Structural optimization was quickly overviewed in point of different levels, problem formulations, solution
techniques and difficulties, but mainly in engineering point of view. There are other points as mathematical
problem formulations egs. linear programming or sequential quadratic nonlinear programming problems, and
of course there are the real computer programming problems. An other problem is the convexity of the
design space and concerning the convergence of the optimization process. Etc. The above note presents that
structural optimization requires big parts of mathematical knowledge, computer programming and of
described and/or intuitive engineering knowledge for problem formulation, solution and for computational
problem management.

REFERENCES
[1] H. Eschenauer, N. Olhoff, W. Schnell, “Applied Structural Mechanics, Fundamentals of Elasticity, Load-Bearing Structures,
Structural Optimization”, Springer 1997, pp. 301-306.
[2] Gáspár Zs., Rozványi Gy., Pomezanski V., „Tartószerkezetek optimális tervezése” GÉP, A Gépipari Tudományos Egyesület
Műszaki Folyóirata, LVI. évfolyam, 2005/2-3, pp. 80-83. (in Hungarian)
[3] Pomezanski V.: "Comparing the End-Results of the TNO and SIMP Methods of Topology Optimization". The Eleventh
International Conference on Civil, Structural and Environmental Engineering Computing in St. Julians, Malta, 18-21 September
2007. Short paper in Proceedings book by Civil-Comp Press, paper 35. ISBN 9778-1-905088-15-7. Long paper on Electronic
proceedings by Civil-Comp Press CD-ROM ISBN 978-1-905088-16-4.
[4] Pomezanski V., Vásárhelyi A., Chevallier, D., „Analysis of Boundary Conditions of Structural Elements”. Proceedings of First
Conference on Mechanical Engineering, Springer, May 28-29, 1998. Vol. 1, pp. 221-230. Eds: K. Molnár, Gy. Ziaja, G. Vörös.
[5] Hegenier G.A., Prager W.: On Michell Truss, Int. J. Mech. Sci., 11, 1969, 209-215.
[6] Pomezanski V., „Topology Optimization of Trusses Modeled Similar to Truss-like Structures“. The Ninth Internationale
Conference on Computational Structures Technology in Athens, Greece. 2-5 September 2008. (in progress).
[7] Csébfalvi A., Csébfalvi Gy. „A New Exterior Point Method for Optimal Truss Topology Design” Szigma, 1998. Vol.

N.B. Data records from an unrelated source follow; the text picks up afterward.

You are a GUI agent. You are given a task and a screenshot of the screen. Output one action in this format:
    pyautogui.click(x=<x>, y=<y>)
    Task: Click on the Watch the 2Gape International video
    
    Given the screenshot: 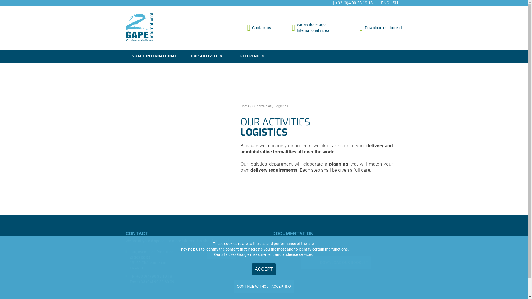 What is the action you would take?
    pyautogui.click(x=316, y=28)
    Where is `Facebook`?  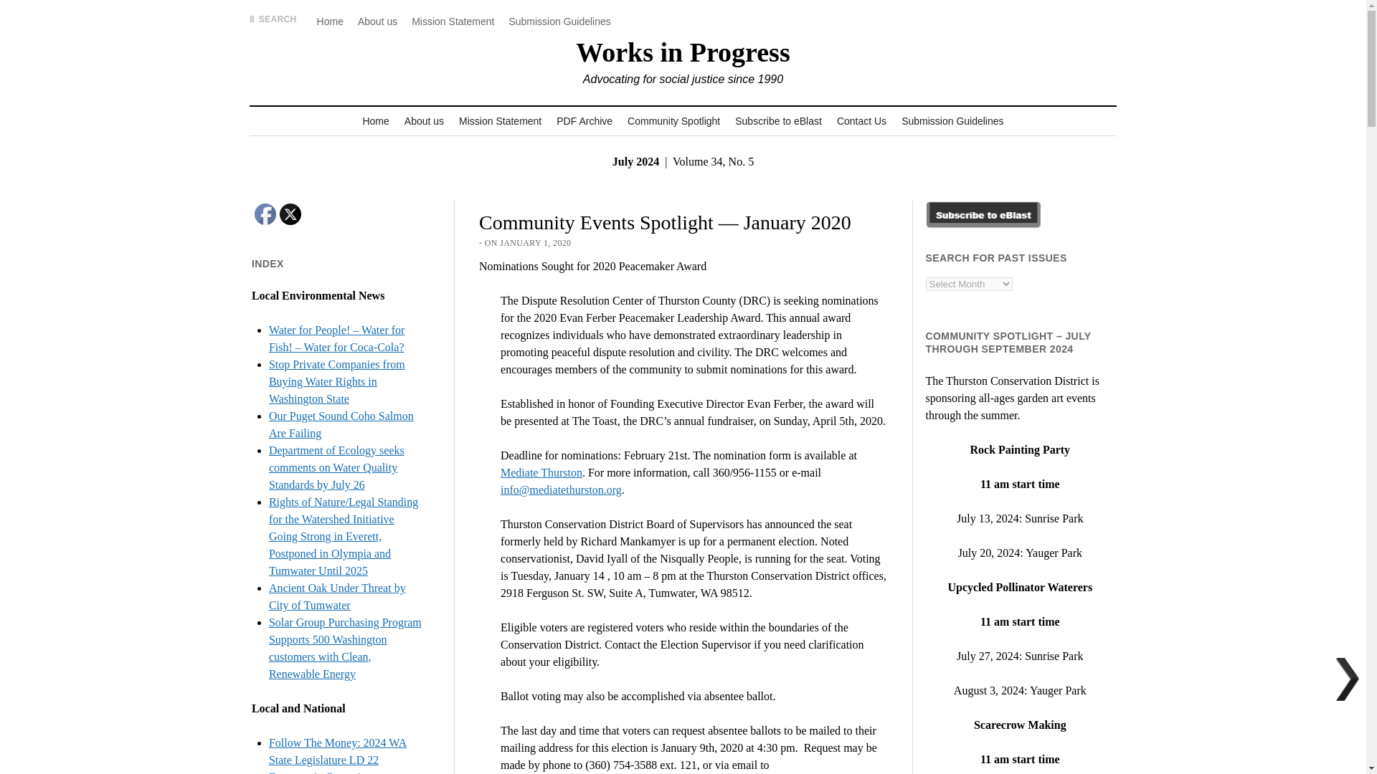 Facebook is located at coordinates (265, 214).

XXIX/1-2.
pp. 53-61.
[8] Pomezanski V., „Changing Connections Between Structural Elements During an Optimization Process” Journal of
Computational and Applied Mechanics Volume 5, No. 1. 2004. pp. 117-127, received November 6, 2002.

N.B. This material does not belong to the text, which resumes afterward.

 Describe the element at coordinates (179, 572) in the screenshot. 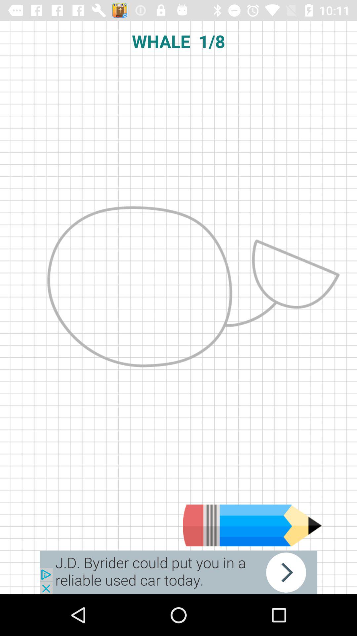

I see `next arrow button` at that location.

[9] Pomezanski V., "Corner Contact Penalty Functions in Plane and in Space", Pollack Periodika, An International Journal for
Engineering and Information Sciences, Vol. 2. pp. 39-50. 2007.
[10] Rozvany, G.I.N.; Querin, O.M.; Gáspár Zs.; Pomezanski V., „Extended optimality in topology design”. G. Rozvany (ed)
Structural and Multidisciplinary Optimization, Springer, Volume 24, Number3, September 2002. pp. 257-261.
[11] Pomezanski V., Querin O. M., Rozvany G. I. N., „CO-SIMP: extended SIMP algorithm with direct COrner COntact COntrol”
Structural and Multidisciplinary Optimization, Springer, Volume 30, Number 2, 2004. pp. 396–399.